Supplied data below:
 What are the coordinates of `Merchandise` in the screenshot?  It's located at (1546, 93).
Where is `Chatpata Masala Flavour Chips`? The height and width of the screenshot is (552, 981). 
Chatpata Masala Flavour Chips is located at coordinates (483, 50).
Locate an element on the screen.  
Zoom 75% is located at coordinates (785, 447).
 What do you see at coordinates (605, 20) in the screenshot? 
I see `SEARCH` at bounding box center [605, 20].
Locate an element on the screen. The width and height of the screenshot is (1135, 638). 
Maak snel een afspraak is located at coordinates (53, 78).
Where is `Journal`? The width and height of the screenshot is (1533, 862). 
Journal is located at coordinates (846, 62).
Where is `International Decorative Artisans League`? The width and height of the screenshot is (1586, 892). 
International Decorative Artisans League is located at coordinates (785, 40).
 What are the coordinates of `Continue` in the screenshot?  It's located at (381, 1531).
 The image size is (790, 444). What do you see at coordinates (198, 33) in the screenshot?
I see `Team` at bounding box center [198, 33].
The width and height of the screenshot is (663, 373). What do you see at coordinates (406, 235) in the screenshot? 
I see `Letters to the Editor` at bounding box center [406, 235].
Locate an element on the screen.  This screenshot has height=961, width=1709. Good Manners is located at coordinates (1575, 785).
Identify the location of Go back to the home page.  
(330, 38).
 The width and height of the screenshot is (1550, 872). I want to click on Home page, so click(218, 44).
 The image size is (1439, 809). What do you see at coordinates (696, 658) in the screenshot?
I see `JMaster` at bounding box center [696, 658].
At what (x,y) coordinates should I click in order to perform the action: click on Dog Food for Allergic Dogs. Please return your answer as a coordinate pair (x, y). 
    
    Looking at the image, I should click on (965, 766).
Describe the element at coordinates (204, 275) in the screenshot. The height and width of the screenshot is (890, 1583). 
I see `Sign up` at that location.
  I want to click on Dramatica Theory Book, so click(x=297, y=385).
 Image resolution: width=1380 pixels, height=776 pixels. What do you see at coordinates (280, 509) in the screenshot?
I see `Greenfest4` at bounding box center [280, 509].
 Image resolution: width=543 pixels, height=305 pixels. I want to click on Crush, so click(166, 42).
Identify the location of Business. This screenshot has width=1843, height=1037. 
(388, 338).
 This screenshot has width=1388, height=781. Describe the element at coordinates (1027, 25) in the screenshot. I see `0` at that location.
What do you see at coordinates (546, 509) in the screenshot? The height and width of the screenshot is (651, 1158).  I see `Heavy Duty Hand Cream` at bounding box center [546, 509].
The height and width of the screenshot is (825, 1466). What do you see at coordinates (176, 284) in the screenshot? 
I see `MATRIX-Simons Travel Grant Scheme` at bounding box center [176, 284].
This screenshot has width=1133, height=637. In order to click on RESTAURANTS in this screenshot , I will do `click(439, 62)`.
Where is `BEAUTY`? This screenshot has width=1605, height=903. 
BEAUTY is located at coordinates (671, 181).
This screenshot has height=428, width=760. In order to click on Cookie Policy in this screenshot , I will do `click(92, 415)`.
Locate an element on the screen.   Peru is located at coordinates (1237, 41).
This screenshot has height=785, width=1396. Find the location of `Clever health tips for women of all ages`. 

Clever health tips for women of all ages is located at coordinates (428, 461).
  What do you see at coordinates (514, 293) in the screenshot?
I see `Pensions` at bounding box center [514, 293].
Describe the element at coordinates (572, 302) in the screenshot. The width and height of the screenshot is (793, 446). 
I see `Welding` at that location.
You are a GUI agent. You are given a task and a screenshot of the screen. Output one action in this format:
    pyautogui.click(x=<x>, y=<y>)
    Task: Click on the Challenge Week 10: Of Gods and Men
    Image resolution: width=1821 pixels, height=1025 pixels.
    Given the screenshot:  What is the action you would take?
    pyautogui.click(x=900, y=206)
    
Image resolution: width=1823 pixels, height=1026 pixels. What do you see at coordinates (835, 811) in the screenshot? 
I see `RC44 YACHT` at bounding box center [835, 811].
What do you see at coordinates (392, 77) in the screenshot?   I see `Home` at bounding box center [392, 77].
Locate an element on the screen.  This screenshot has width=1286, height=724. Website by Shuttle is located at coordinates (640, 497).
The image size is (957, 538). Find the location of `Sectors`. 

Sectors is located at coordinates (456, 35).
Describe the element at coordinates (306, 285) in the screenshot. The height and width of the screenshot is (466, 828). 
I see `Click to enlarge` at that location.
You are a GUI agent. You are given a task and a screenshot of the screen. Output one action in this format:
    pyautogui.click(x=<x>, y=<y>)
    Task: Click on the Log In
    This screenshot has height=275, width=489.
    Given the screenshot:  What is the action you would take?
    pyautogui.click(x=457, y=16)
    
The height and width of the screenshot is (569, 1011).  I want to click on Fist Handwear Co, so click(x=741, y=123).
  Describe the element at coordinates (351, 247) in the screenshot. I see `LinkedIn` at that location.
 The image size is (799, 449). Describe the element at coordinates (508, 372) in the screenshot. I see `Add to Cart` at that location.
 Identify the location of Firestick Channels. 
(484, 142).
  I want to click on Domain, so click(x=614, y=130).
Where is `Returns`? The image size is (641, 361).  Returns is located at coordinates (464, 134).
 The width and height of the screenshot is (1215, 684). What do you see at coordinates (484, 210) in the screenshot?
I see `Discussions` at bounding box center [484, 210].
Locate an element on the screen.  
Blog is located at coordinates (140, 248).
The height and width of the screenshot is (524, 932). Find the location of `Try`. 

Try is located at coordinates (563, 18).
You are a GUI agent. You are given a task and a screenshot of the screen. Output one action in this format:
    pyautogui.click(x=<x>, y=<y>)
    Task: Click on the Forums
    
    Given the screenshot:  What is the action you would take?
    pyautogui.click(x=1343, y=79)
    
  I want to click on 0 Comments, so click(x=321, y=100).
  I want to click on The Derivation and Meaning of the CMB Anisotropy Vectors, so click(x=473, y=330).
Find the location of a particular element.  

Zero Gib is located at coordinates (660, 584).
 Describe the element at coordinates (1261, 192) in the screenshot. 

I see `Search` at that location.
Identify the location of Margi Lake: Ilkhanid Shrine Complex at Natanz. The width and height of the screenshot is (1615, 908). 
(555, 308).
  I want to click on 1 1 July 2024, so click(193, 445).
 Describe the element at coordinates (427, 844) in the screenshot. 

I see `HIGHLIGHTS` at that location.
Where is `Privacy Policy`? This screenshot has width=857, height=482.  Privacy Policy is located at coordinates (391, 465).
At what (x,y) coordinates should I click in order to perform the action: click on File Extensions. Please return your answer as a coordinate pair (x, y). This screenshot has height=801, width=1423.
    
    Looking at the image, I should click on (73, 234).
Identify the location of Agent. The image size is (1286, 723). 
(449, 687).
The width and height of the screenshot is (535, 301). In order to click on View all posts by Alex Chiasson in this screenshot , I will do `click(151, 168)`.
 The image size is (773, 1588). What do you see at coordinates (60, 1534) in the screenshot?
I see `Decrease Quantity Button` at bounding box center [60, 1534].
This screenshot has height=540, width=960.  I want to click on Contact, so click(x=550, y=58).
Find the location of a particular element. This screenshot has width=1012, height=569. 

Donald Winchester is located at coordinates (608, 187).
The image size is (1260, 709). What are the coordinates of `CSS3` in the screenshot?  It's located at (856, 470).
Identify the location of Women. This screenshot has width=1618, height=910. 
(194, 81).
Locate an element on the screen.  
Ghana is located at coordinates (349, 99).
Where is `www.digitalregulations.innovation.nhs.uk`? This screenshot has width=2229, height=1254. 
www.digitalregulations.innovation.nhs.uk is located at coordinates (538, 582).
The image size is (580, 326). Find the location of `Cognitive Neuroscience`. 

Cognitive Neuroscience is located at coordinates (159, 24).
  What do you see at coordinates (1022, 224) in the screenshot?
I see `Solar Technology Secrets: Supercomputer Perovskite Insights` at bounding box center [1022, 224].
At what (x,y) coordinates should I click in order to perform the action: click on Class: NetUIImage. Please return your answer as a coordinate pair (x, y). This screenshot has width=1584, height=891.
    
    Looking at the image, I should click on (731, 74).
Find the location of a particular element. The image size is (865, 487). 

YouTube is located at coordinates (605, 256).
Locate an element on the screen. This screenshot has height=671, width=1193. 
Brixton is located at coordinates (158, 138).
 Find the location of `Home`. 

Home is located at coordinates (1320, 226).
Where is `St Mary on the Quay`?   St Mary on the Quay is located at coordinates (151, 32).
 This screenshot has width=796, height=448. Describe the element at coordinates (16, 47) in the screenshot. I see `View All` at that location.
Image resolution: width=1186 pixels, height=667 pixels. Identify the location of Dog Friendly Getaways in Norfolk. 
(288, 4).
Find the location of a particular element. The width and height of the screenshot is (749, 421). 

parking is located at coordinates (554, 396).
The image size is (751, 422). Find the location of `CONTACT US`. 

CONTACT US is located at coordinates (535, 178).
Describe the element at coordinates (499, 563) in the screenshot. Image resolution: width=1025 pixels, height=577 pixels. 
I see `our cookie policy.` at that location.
End of Supplied data.
◆ What you need to do
The entries above hold the needed span. Transcribe exactly the lines from the one with "Find the location of a particular element. This" to the one with "The image size is (1260, 709).", both included.

◆ Output of the task
Find the location of a particular element. This screenshot has width=1012, height=569. 

Donald Winchester is located at coordinates (608, 187).
The image size is (1260, 709). What are the coordinates of `CSS3` in the screenshot?  It's located at (856, 470).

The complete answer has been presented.